Halley's summit

VEGA 1 may be a Soviet spacecraft. But its close-up imaging of Halley's comet is a scientific triumph that benefits all humanity. It is also an example of East-West cooperation which transcends political tensions for this larger goal.

Both Vega 1 and its sister craft, Vega 2, which intercepts the comet Sunday, carry instruments from several countries, including the United States. Vega data are being relayed quickly to the European Space Agency to help it aim its own Giotto comet probe, which is to fly within a few hundred miles of Halley March 13. Moreover, data from the close-in inspection of the Giacobini-Zinner comet by the United States/European ICE probe in September helped Soviet controllers aim Vega 1. Now, the US Deep Space Tracking network is helping the Soviets keep contact with their ships.

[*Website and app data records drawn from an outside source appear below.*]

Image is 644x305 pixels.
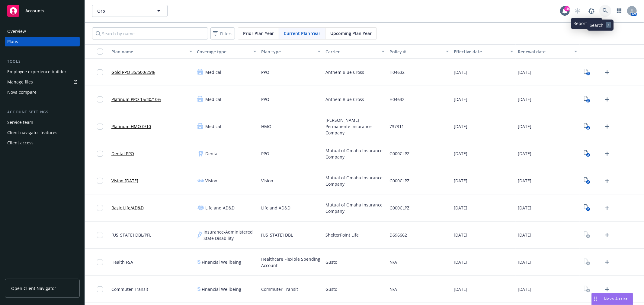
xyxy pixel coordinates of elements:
a: Dental PPO [112,150,134,157]
span: Healthcare Flexible Spending Account [261,256,321,269]
span: Open Client Navigator [11,285,56,292]
span: [DATE] [454,150,467,157]
div: Service team [7,118,33,127]
span: ShelterPoint Life [325,232,359,238]
span: [DATE] [518,96,532,102]
span: PPO [261,69,269,75]
span: PPO [261,96,269,102]
input: Toggle Row Selected [97,96,103,102]
a: Gold PPO 35/500/25% [112,69,155,75]
span: H04632 [389,96,405,102]
span: Vision [206,178,217,184]
input: Toggle Row Selected [97,178,103,184]
span: Medical [206,69,221,75]
a: Upload Plan Documents [602,68,612,77]
div: Drag to move [592,293,599,305]
span: Filters [212,29,234,38]
span: [DATE] [454,69,467,75]
span: [DATE] [454,205,467,211]
span: HMO [261,123,271,129]
div: Overview [7,26,26,36]
div: Account settings [5,109,79,116]
span: [DATE] [454,123,467,129]
a: Upload Plan Documents [602,122,612,132]
text: 2 [588,153,589,157]
a: Vision [DATE] [112,178,138,184]
a: Upload Plan Documents [602,203,612,213]
input: Toggle Row Selected [97,151,103,157]
button: Plan type [259,45,323,59]
a: Manage files [5,77,79,87]
a: View Plan Documents [582,257,592,267]
text: 2 [588,180,589,184]
span: Medical [206,123,221,129]
span: D696662 [389,232,407,238]
a: Client access [5,138,79,148]
span: Anthem Blue Cross [325,96,364,102]
span: N/A [389,287,397,293]
input: Toggle Row Selected [97,287,103,293]
span: Mutual of Omaha Insurance Company [325,148,385,160]
a: View Plan Documents [582,95,592,105]
span: Life and AD&D [261,205,291,211]
div: Tools [5,59,79,65]
span: [DATE] [454,287,467,293]
a: View Plan Documents [582,68,592,77]
span: Mutual of Omaha Insurance Company [325,202,385,214]
span: Gusto [325,287,337,293]
div: Employee experience builder [7,67,66,76]
span: Financial Wellbeing [202,287,241,293]
div: Coverage type [197,49,250,55]
button: Filters [211,28,235,39]
span: H04632 [389,69,405,75]
a: View Plan Documents [582,285,592,294]
a: Upload Plan Documents [602,95,612,105]
span: [DATE] [518,178,532,184]
span: [US_STATE] DBL [261,232,293,238]
text: 3 [588,72,589,75]
a: Platinum PPO 15/40/10% [112,96,161,102]
span: Life and AD&D [206,205,235,211]
a: Employee experience builder [5,67,79,76]
span: Prior Plan Year [243,30,274,36]
span: 737311 [389,123,404,129]
span: Vision [261,178,273,184]
span: Commuter Transit [261,287,298,293]
span: Mutual of Omaha Insurance Company [325,175,385,187]
span: G000CLPZ [389,178,410,184]
button: Nova Assist [592,293,633,305]
div: Plans [7,37,18,46]
div: Plan type [261,49,314,55]
span: Current Plan Year [284,30,321,36]
a: Nova compare [5,88,79,97]
span: Health FSA [112,259,133,266]
span: Orb [97,8,150,14]
a: View Plan Documents [582,176,592,186]
a: View Plan Documents [582,122,592,132]
text: 3 [588,99,589,103]
span: Upcoming Plan Year [330,30,372,36]
span: Filters [221,31,233,37]
span: G000CLPZ [389,150,410,157]
a: Report a Bug [585,5,598,17]
span: [DATE] [454,178,467,184]
span: Nova Assist [605,297,629,302]
div: 19 [565,6,570,12]
button: Policy # [387,45,452,59]
span: Accounts [25,8,45,13]
a: View Plan Documents [582,149,592,159]
button: Renewal date [516,45,580,59]
a: Service team [5,118,79,127]
div: Renewal date [518,49,572,55]
input: Toggle Row Selected [97,205,103,211]
a: Basic Life/AD&D [112,205,143,211]
div: Client access [7,138,33,148]
a: Accounts [5,2,79,19]
a: Switch app [613,5,625,17]
button: Effective date [452,45,516,59]
text: 2 [588,207,589,212]
input: Toggle Row Selected [97,233,103,238]
div: Client navigator features [7,128,57,138]
span: Gusto [325,259,337,266]
span: N/A [389,259,397,266]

Together with two Japanese craft, which will inspect the comet from greater distances, this international research fleet could help revolutionize our scientific understanding of comets. Its findings could also give deeper insight into the early history of the solar system, since the composition of comets should reflect primordial conditions.

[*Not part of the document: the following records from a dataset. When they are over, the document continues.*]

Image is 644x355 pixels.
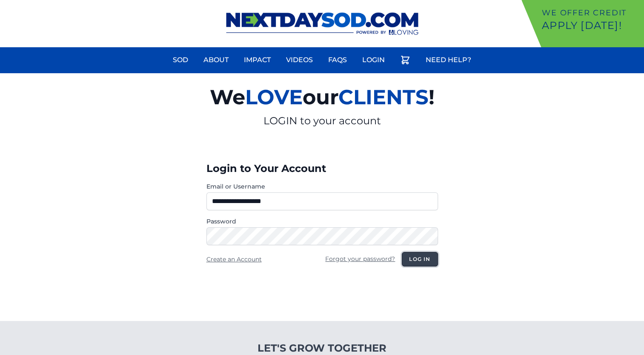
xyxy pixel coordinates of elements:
[323,50,352,70] a: FAQs
[111,114,533,128] p: LOGIN to your account
[111,80,533,114] h2: We our !
[338,85,428,109] span: CLIENTS
[198,50,234,70] a: About
[212,342,432,355] h4: Let's Grow Together
[281,50,318,70] a: Videos
[239,50,276,70] a: Impact
[206,182,438,191] label: Email or Username
[167,50,193,70] a: Sod
[542,19,640,32] p: Apply [DATE]!
[245,85,303,109] span: LOVE
[421,50,476,70] a: Need Help?
[206,217,438,225] label: Password
[206,255,262,263] a: Create an Account
[402,252,437,267] button: Log in
[206,162,438,175] h3: Login to Your Account
[325,255,395,262] a: Forgot your password?
[542,7,640,19] p: We offer Credit
[357,50,390,70] a: Login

Everyone benefits from this project, which lets the Soviets show off part of their space program without compromising the secrecy over the rest of it.

For American scientists, this is also the best opportunity some of them will have to study Halley's comet. The US has no spacecraft in the Halley fleet. It lost the opportunity to back up the fleet's observations with detailed studies from a sophisticated orbiting observatory when the space shuttle fleet was grounded. It seems ironic, though, that they will participate in the Soviet studies as members of West German and Hungarian teams, because there is no formal agreement that would allow them to work officially with the Soviets.

Soviet space scientists say they would like to work more closely with American space experts. They even warm to the suggestion of a joint US-Soviet trek on Mars. Such closer cooperation in space is hostage to the larger considerations of summit diplomacy. The Soviets, among other things, want the United States to drop its Strategic Defense Initiative antimissile program as a condition for cozier relations in space. Space scientists cannot hope for closer working relationships than the diplomatic climate allows. But when they can cooperate, they sometimes share in projects earning historic scientific payoffs.